Tuesday, November 28, 2017

In short: Linewatch (2008)

Michael Dixon (Cuba Gooding Jr.) has been working for the US Border Patrol at the US/Mexican border for too long, it seems. He doesn’t seem completely cynical but he’s certainly not happy with a world where desperately poor people trying to make their way to a mildly less horrible life are preyed upon by human traffickers who don’t care about their lives as well as by right wing militias/future Trump voters who sound as if they believe shooting brown people is some kind of sport. His mood and his week certainly don’t improve when what looks like a minor drug raid leads to a shoot-out (during which his partner is shot but surprisingly enough not killed). Worse still, one of the drug runners is a guy Michael knows.

You see, a few decades ago, Michael was a gang member known as Mad Mike, and the guy is one of his former buddies. And he’s not the last one of them Michael will meet, either. Our protagonist is soon visited by half a dozen of them, lead by his old frenemie Kimo (Omari Hardwick). Turns out Michael’s little shootout got in the way of a meet-up between Kimo’s people and their drug suppliers from south of the border. They want Michael to help them set up a new meeting where nobody will disturb them. If he isn’t amenable, why, he has a nice little family now, wouldn’t it be horrible if something happened to them?
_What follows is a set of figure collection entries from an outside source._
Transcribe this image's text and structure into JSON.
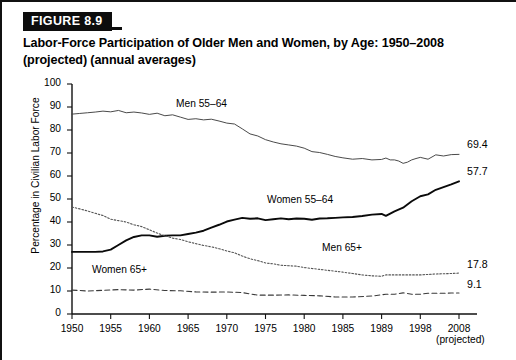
{
  "figure": {
    "badge": "FIGURE 8.9",
    "title_line1": "Labor-Force Participation of Older Men and Women, by Age: 1950–2008",
    "title_line2": "(projected) (annual averages)"
  },
  "chart_data": {
    "type": "line",
    "title": "Labor-Force Participation of Older Men and Women, by Age: 1950–2008 (projected) (annual averages)",
    "xlabel": "",
    "ylabel": "Percentage in Civilian Labor Force",
    "ylim": [
      0,
      100
    ],
    "yticks": [
      0,
      10,
      20,
      30,
      40,
      50,
      60,
      70,
      80,
      90,
      100
    ],
    "xtick_labels": [
      "1950",
      "1955",
      "1960",
      "1965",
      "1970",
      "1975",
      "1980",
      "1985",
      "1989",
      "1998",
      "2008"
    ],
    "xtick_sublabel_last": "(projected)",
    "grid": false,
    "legend": "inline-labels",
    "series": [
      {
        "name": "Men 55–64",
        "style": "solid-thin",
        "color": "#404040",
        "end_value": 69.4,
        "label_position": "inline",
        "x": [
          1950,
          1951,
          1952,
          1953,
          1954,
          1955,
          1956,
          1957,
          1958,
          1959,
          1960,
          1961,
          1962,
          1963,
          1964,
          1965,
          1966,
          1967,
          1968,
          1969,
          1970,
          1971,
          1972,
          1973,
          1974,
          1975,
          1976,
          1977,
          1978,
          1979,
          1980,
          1981,
          1982,
          1983,
          1984,
          1985,
          1986,
          1987,
          1988,
          1989,
          1990,
          1991,
          1992,
          1993,
          1994,
          1995,
          1996,
          1997,
          1998,
          2000,
          2002,
          2004,
          2006,
          2008
        ],
        "values": [
          86.9,
          87.2,
          87.5,
          87.8,
          88.2,
          87.9,
          88.5,
          87.5,
          87.8,
          87.4,
          86.8,
          87.3,
          86.2,
          86.6,
          85.6,
          84.6,
          84.9,
          84.4,
          84.7,
          83.9,
          83.0,
          82.6,
          80.5,
          78.3,
          77.4,
          75.8,
          74.8,
          74.0,
          73.5,
          73.0,
          72.1,
          70.6,
          70.2,
          69.4,
          68.5,
          67.9,
          67.3,
          67.6,
          67.0,
          67.2,
          67.8,
          67.0,
          67.0,
          66.5,
          65.5,
          66.0,
          67.0,
          67.6,
          68.1,
          67.3,
          69.2,
          68.7,
          69.3,
          69.4
        ]
      },
      {
        "name": "Women 55–64",
        "style": "solid-thick",
        "color": "#0a0a0a",
        "end_value": 57.7,
        "label_position": "inline",
        "x": [
          1950,
          1951,
          1952,
          1953,
          1954,
          1955,
          1956,
          1957,
          1958,
          1959,
          1960,
          1961,
          1962,
          1963,
          1964,
          1965,
          1966,
          1967,
          1968,
          1969,
          1970,
          1971,
          1972,
          1973,
          1974,
          1975,
          1976,
          1977,
          1978,
          1979,
          1980,
          1981,
          1982,
          1983,
          1984,
          1985,
          1986,
          1987,
          1988,
          1989,
          1990,
          1992,
          1994,
          1996,
          1998,
          2000,
          2002,
          2004,
          2006,
          2008
        ],
        "values": [
          27.0,
          27.0,
          27.0,
          27.0,
          27.2,
          28.0,
          30.0,
          32.0,
          33.5,
          34.2,
          34.2,
          33.6,
          34.0,
          34.2,
          34.2,
          34.8,
          35.4,
          36.2,
          37.6,
          38.8,
          40.2,
          41.0,
          41.8,
          41.4,
          41.6,
          40.8,
          41.2,
          41.6,
          41.2,
          41.5,
          41.4,
          41.0,
          41.5,
          41.6,
          41.8,
          42.0,
          42.2,
          42.6,
          43.2,
          43.5,
          42.7,
          44.6,
          46.2,
          49.0,
          51.2,
          52.0,
          54.0,
          55.2,
          56.4,
          57.7
        ]
      },
      {
        "name": "Men 65+",
        "style": "dotted",
        "color": "#555555",
        "end_value": 17.8,
        "label_position": "inline",
        "x": [
          1950,
          1951,
          1952,
          1953,
          1954,
          1955,
          1956,
          1957,
          1958,
          1959,
          1960,
          1961,
          1962,
          1963,
          1964,
          1965,
          1966,
          1967,
          1968,
          1969,
          1970,
          1971,
          1972,
          1973,
          1974,
          1975,
          1976,
          1977,
          1978,
          1979,
          1980,
          1981,
          1982,
          1983,
          1984,
          1985,
          1986,
          1987,
          1988,
          1989,
          1990,
          1992,
          1994,
          1996,
          1998,
          2000,
          2002,
          2004,
          2006,
          2008
        ],
        "values": [
          46.5,
          45.7,
          44.8,
          43.8,
          42.8,
          41.2,
          40.6,
          40.0,
          38.8,
          38.0,
          36.6,
          35.2,
          34.0,
          33.0,
          32.4,
          31.4,
          30.6,
          29.8,
          29.2,
          28.4,
          27.4,
          26.6,
          25.2,
          24.0,
          23.2,
          22.2,
          21.8,
          21.2,
          21.0,
          20.8,
          20.2,
          19.8,
          19.4,
          19.0,
          18.6,
          18.2,
          17.6,
          17.0,
          16.6,
          16.4,
          17.0,
          17.0,
          17.0,
          17.0,
          17.0,
          17.2,
          17.4,
          17.5,
          17.6,
          17.8
        ]
      },
      {
        "name": "Women 65+",
        "style": "dashed",
        "color": "#3a3a3a",
        "end_value": 9.1,
        "label_position": "inline",
        "x": [
          1950,
          1952,
          1954,
          1956,
          1958,
          1960,
          1962,
          1964,
          1966,
          1968,
          1970,
          1972,
          1974,
          1976,
          1978,
          1980,
          1982,
          1984,
          1986,
          1988,
          1990,
          1992,
          1994,
          1996,
          1998,
          2000,
          2002,
          2004,
          2006,
          2008
        ],
        "values": [
          10.4,
          10.0,
          10.3,
          10.6,
          10.4,
          10.8,
          10.2,
          10.1,
          9.6,
          9.5,
          9.6,
          9.3,
          8.2,
          8.2,
          8.3,
          8.1,
          7.9,
          7.4,
          7.4,
          7.8,
          8.6,
          8.6,
          9.2,
          8.6,
          8.6,
          9.0,
          9.0,
          9.0,
          9.1,
          9.1
        ]
      }
    ],
    "end_labels": [
      {
        "text": "69.4",
        "series": "Men 55–64"
      },
      {
        "text": "57.7",
        "series": "Women 55–64"
      },
      {
        "text": "17.8",
        "series": "Men 65+"
      },
      {
        "text": "9.1",
        "series": "Women 65+"
      }
    ],
    "inline_labels": [
      {
        "text": "Men 55–64"
      },
      {
        "text": "Women 55–64"
      },
      {
        "text": "Men 65+"
      },
      {
        "text": "Women 65+"
      }
    ]
  }
}
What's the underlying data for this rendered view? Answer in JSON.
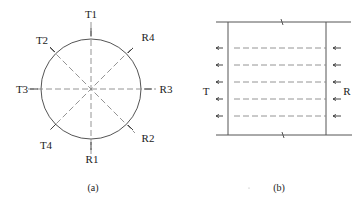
{
  "figure_a": {
    "caption": "(a)",
    "shape": "circle",
    "center": [
      91,
      89
    ],
    "radius": 50,
    "labels": {
      "T1": "T1",
      "T2": "T2",
      "T3": "T3",
      "T4": "T4",
      "R1": "R1",
      "R2": "R2",
      "R3": "R3",
      "R4": "R4"
    },
    "paths": [
      {
        "from": "T1",
        "to": "R1",
        "direction": "vertical"
      },
      {
        "from": "T3",
        "to": "R3",
        "direction": "horizontal"
      },
      {
        "from": "T2",
        "to": "R2",
        "direction": "diagonal"
      },
      {
        "from": "T4",
        "to": "R4",
        "direction": "diagonal"
      }
    ]
  },
  "figure_b": {
    "caption": "(b)",
    "transmitter_label": "T",
    "receiver_label": "R",
    "ray_count": 5,
    "ray_y": [
      48,
      65,
      82,
      99,
      116
    ],
    "colors": {
      "line": "#555555",
      "dash": "#888888",
      "text": "#222222"
    }
  }
}
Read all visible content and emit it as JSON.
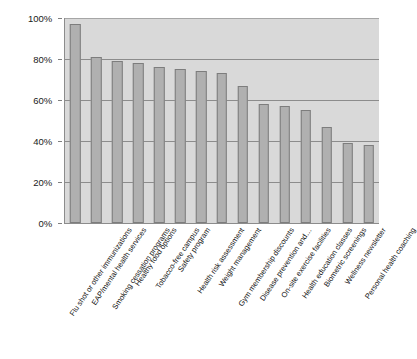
{
  "chart_data": {
    "type": "bar",
    "title": "",
    "xlabel": "",
    "ylabel": "",
    "ylim": [
      0,
      100
    ],
    "grid": true,
    "legend": false,
    "orientation": "vertical",
    "value_unit": "percent",
    "y_ticks": [
      "0%",
      "20%",
      "40%",
      "60%",
      "80%",
      "100%"
    ],
    "y_tick_values": [
      0,
      20,
      40,
      60,
      80,
      100
    ],
    "categories": [
      "Flu shot or other immunizations",
      "EAP/mental health services",
      "Smoking cessation programs",
      "Healthy food options",
      "Tobacco-free campus",
      "Safety program",
      "Health risk assessment",
      "Weight management",
      "Gym membership discounts",
      "Disease prevention and…",
      "On-site exercise facilities",
      "Health education classes",
      "Biometric screenings",
      "Wellness newsletter",
      "Personal health coaching"
    ],
    "values": [
      97,
      81,
      79,
      78,
      76,
      75,
      74,
      73,
      67,
      58,
      57,
      55,
      47,
      39,
      38
    ],
    "colors": {
      "bar_fill": "#b0b0b0",
      "bar_border": "#7d7d7d",
      "plot_background": "#d9d9d9",
      "gridline": "#8c8c8c",
      "axis": "#8c8c8c",
      "text": "#111111",
      "page_background": "#ffffff"
    }
  }
}
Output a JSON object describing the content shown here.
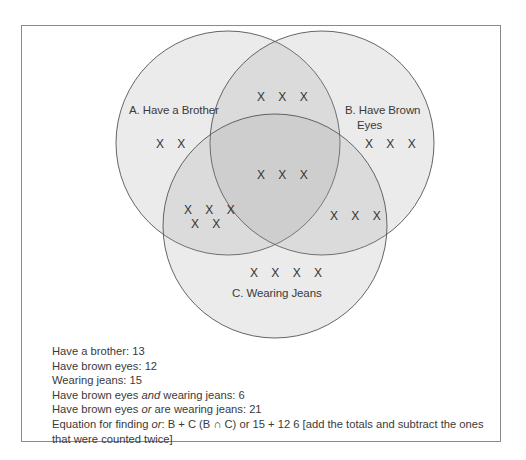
{
  "diagram": {
    "type": "venn",
    "sets": [
      {
        "id": "A",
        "label": "A. Have a Brother",
        "total": 13
      },
      {
        "id": "B",
        "label_line1": "B. Have Brown",
        "label_line2": "Eyes",
        "total": 12
      },
      {
        "id": "C",
        "label": "C. Wearing Jeans",
        "total": 15
      }
    ],
    "regions": {
      "A_only": "X X",
      "B_only": "X X X",
      "C_only": "X X X X",
      "A_and_B": "X X X",
      "A_and_C_line1": "X X X",
      "A_and_C_line2": "X X",
      "B_and_C": "X X X",
      "A_and_B_and_C": "X X X"
    },
    "region_counts": {
      "A_only": 2,
      "B_only": 3,
      "C_only": 4,
      "A_and_B": 3,
      "A_and_C": 5,
      "B_and_C": 3,
      "A_and_B_and_C": 3
    },
    "colors": {
      "stroke": "#555555",
      "fill": "#e6e6e6",
      "frame": "#8a8a8a"
    }
  },
  "notes": {
    "brother": "Have a brother: 13",
    "brown_eyes": "Have brown eyes: 12",
    "jeans": "Wearing jeans: 15",
    "and_prefix": "Have brown eyes ",
    "and_word": "and",
    "and_suffix": " wearing jeans: 6",
    "or_prefix": "Have brown eyes ",
    "or_word": "or",
    "or_suffix": " are wearing jeans: 21",
    "eq_prefix": "Equation for finding ",
    "eq_word": "or",
    "eq_suffix": ": B + C (B ∩ C) or 15 + 12 6 [add the totals and subtract the ones",
    "eq_line2": "that were counted twice]"
  }
}
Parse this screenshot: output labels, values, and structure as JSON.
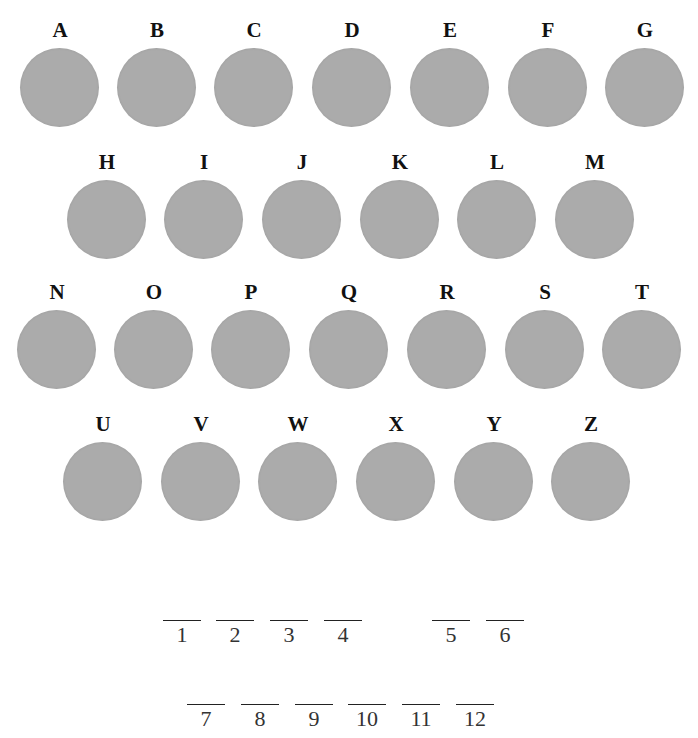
{
  "disc_color": "#ababab",
  "rows": [
    [
      "A",
      "B",
      "C",
      "D",
      "E",
      "F",
      "G"
    ],
    [
      "H",
      "I",
      "J",
      "K",
      "L",
      "M"
    ],
    [
      "N",
      "O",
      "P",
      "Q",
      "R",
      "S",
      "T"
    ],
    [
      "U",
      "V",
      "W",
      "X",
      "Y",
      "Z"
    ]
  ],
  "letters": {
    "A": "A",
    "B": "B",
    "C": "C",
    "D": "D",
    "E": "E",
    "F": "F",
    "G": "G",
    "H": "H",
    "I": "I",
    "J": "J",
    "K": "K",
    "L": "L",
    "M": "M",
    "N": "N",
    "O": "O",
    "P": "P",
    "Q": "Q",
    "R": "R",
    "S": "S",
    "T": "T",
    "U": "U",
    "V": "V",
    "W": "W",
    "X": "X",
    "Y": "Y",
    "Z": "Z"
  },
  "answer_blanks": {
    "row1": [
      "1",
      "2",
      "3",
      "4",
      "5",
      "6"
    ],
    "row2": [
      "7",
      "8",
      "9",
      "10",
      "11",
      "12"
    ]
  }
}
Of course, things won’t go too well for anyone involved in the end.

Linewatch by Kevin Bray is a film I’ve mostly seen critically slaughtered on the Net. Perhaps at that stage of Cuba Gooding Jr.’s career, quite a few people were still expecting Oscar-baiting films from him, when clearly that kind of role either didn’t come to him anymore or wasn’t of interest? This certainly isn’t the kind of film that will win anyone any Academy Awards, nor is it one many professional critics looking for one will love.

After all, apart from its surprising compassion for the people trying to make it over the border, this is very much your typical film about a man haunted by his criminal past who will only get rid of it by killing a lot of people he once saw as family, and now can see rather more clearly as dysfunctional and abusive.

Me, as a man with simple tastes, do enjoy a competent stew of battered old tropes like this quite a bit, particularly since Bray knows how to set up an action sequence properly, and never falls into the action movie automatism of having to include one shoot-out every seven point five minutes. That would be a waste of a perfectly good Cuba Gooding Jr., and a whole handful of decent to good (mostly black) character actors, after all, so we also get quite a few moments of the characters acting like old friends who probably never liked each other all that much. There’s even a pretty clearsighted portrayal of the way a gang might work as a (dysfunctional) family unit included, and while that wasn’t exactly news in 2008 either, it certainly adds to the film’s feeling of veracity.


Which isn’t too bad of an achievement for a film hardly anybody seems to respect.